The book is entertaining and goes a long way to explain how English is spoken in so many parts of the world, much more so than Portuguese, another colonial language.On the dying of Irish (as a language), he says: "we naturally lament the decline of these languages, but it's not an altogether undiluted tragedy.

Bryson has the audacity to suggest we Finns have no native swear words and use the phrase "in the restaurant" as a curse instead. That’s some magic trick, to have a land which is both entirely uninhabited when the white folks show up but which also has indigenous people living there to just offer up words for colonisers to “borrow”! It is accepted by you that Daunt Books has no control over additional charges in relation to customs clearance. For more details, please consult the latest information provided by Royal Mail's International Incident Bulletin. Some of the stories are interesting, and even reasonably factual, but at other times the failed fact-checking is glaringly obvious--and come on, the perpetuation of the "Eskimo Snow Myth"?

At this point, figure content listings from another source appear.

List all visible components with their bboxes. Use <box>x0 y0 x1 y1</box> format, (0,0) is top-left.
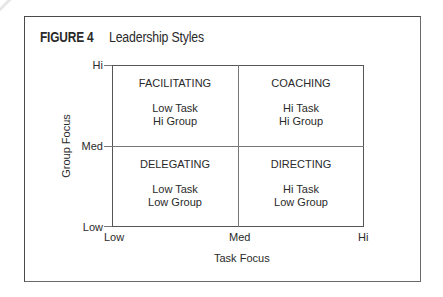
grid-horizontal-divider <box>104 146 364 147</box>
quadrant-coaching: COACHING Hi Task Hi Group <box>238 77 364 128</box>
y-axis-title: Group Focus <box>60 114 72 178</box>
y-tick-low-mark <box>104 226 112 227</box>
quadrant-name: FACILITATING <box>112 77 238 90</box>
quadrant-task-level: Low Task <box>112 183 238 196</box>
quadrant-task-level: Low Task <box>112 102 238 115</box>
figure-name: Leadership Styles <box>109 29 204 45</box>
quadrant-name: COACHING <box>238 77 364 90</box>
y-tick-low: Low <box>63 221 103 233</box>
quadrant-group-level: Hi Group <box>238 115 364 128</box>
watermark-stroke <box>0 0 23 17</box>
x-tick-hi: Hi <box>358 231 368 243</box>
x-axis-title: Task Focus <box>214 252 270 264</box>
figure-title: FIGURE 4 Leadership Styles <box>40 29 217 45</box>
quadrant-task-level: Hi Task <box>238 102 364 115</box>
quadrant-name: DIRECTING <box>238 158 364 171</box>
figure-label: FIGURE 4 <box>40 29 94 45</box>
quadrant-delegating: DELEGATING Low Task Low Group <box>112 158 238 209</box>
quadrant-task-level: Hi Task <box>238 183 364 196</box>
quadrant-facilitating: FACILITATING Low Task Hi Group <box>112 77 238 128</box>
quadrant-name: DELEGATING <box>112 158 238 171</box>
quadrant-group-level: Hi Group <box>112 115 238 128</box>
y-tick-hi: Hi <box>63 59 103 71</box>
x-tick-low: Low <box>104 231 124 243</box>
x-tick-med: Med <box>229 231 250 243</box>
quadrant-group-level: Low Group <box>112 196 238 209</box>
quadrant-directing: DIRECTING Hi Task Low Group <box>238 158 364 209</box>
quadrant-group-level: Low Group <box>238 196 364 209</box>
y-tick-hi-mark <box>104 65 112 66</box>
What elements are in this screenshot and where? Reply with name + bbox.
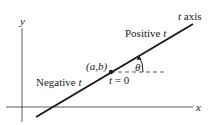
- t-axis-line: [36, 24, 193, 117]
- point-label: (a,b): [86, 61, 107, 72]
- negative-t-label: Negative t: [36, 77, 82, 88]
- x-axis-label: x: [196, 102, 201, 113]
- parametric-line-diagram: y x t axis Positive t Negative t (a,b) t…: [0, 0, 213, 125]
- theta-label: θ: [135, 62, 140, 73]
- y-axis-label: y: [20, 16, 25, 27]
- t-axis-label: t axis: [178, 11, 202, 22]
- positive-t-label: Positive t: [125, 28, 166, 39]
- t-zero-label: t = 0: [109, 75, 129, 86]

If you had to learn English as a second language (and more power to you), then bless your heart for taking on the task. But even setting issues like that aside, there are so many mistakes here, both in Bryson’s discussion of the English language itself and in his characterisation of the other languages he uses as comparatives. What he does is to throw out titbits (or tidbits in the US, as they the consider the former spelling risque - so Bryson tells me) of information, some useful, some useless, some bizarre: but all fascinating. The second is worse; in the chapter on American accents and dialects he starts by agreeing that the USA shows less regional variation than britain and ends suggesting that there is, in fact, one dialect per person. From its mongrel origins to its status as the world’s most-spoken tongue; its apparent simplicity to its deceptive complexity; its vibrant swearing to its uncertain spelling and pronunciation, Bryson covers all this as well as the many curious eccentricities that make it as maddening to learn as it is flexible to use.

The Mother Tongue is a 1990 book by Bill Bryson which compiles the history and origins of the English language and its various quirks. As for Indonesia, English speakers should feel more at home here (at least in the urban areas) in the next decade or more, with all these millennials/gen-zs at the malls talking rather fluent English for their daily conversation. From its mongrel origins to its status as the world's most-spoken tongue; its apparent simplicity to its deceptive complexity; its vibrant swearing to its uncertain spelling and pronunciation; Bryson covers all this as well as the many curious eccentricities that make it as maddening to learn as it is flexible to use. I'm looking forward to reading A Brief History of Everything next before moving onto his well-liked travel stories.No place in the English-speaking world is more breathtakingly replete with dialects than Great Britain. In a more open medium like this, I am prepared to serve Bryson as he serves others, but with a little less barren pedantry. I think what bothers me most is the very thinly veiled "linguo"centrism that turns it from a piece of enthusiastic writing about the English language into a poorly-argued case for why English is better than every other language on the planet.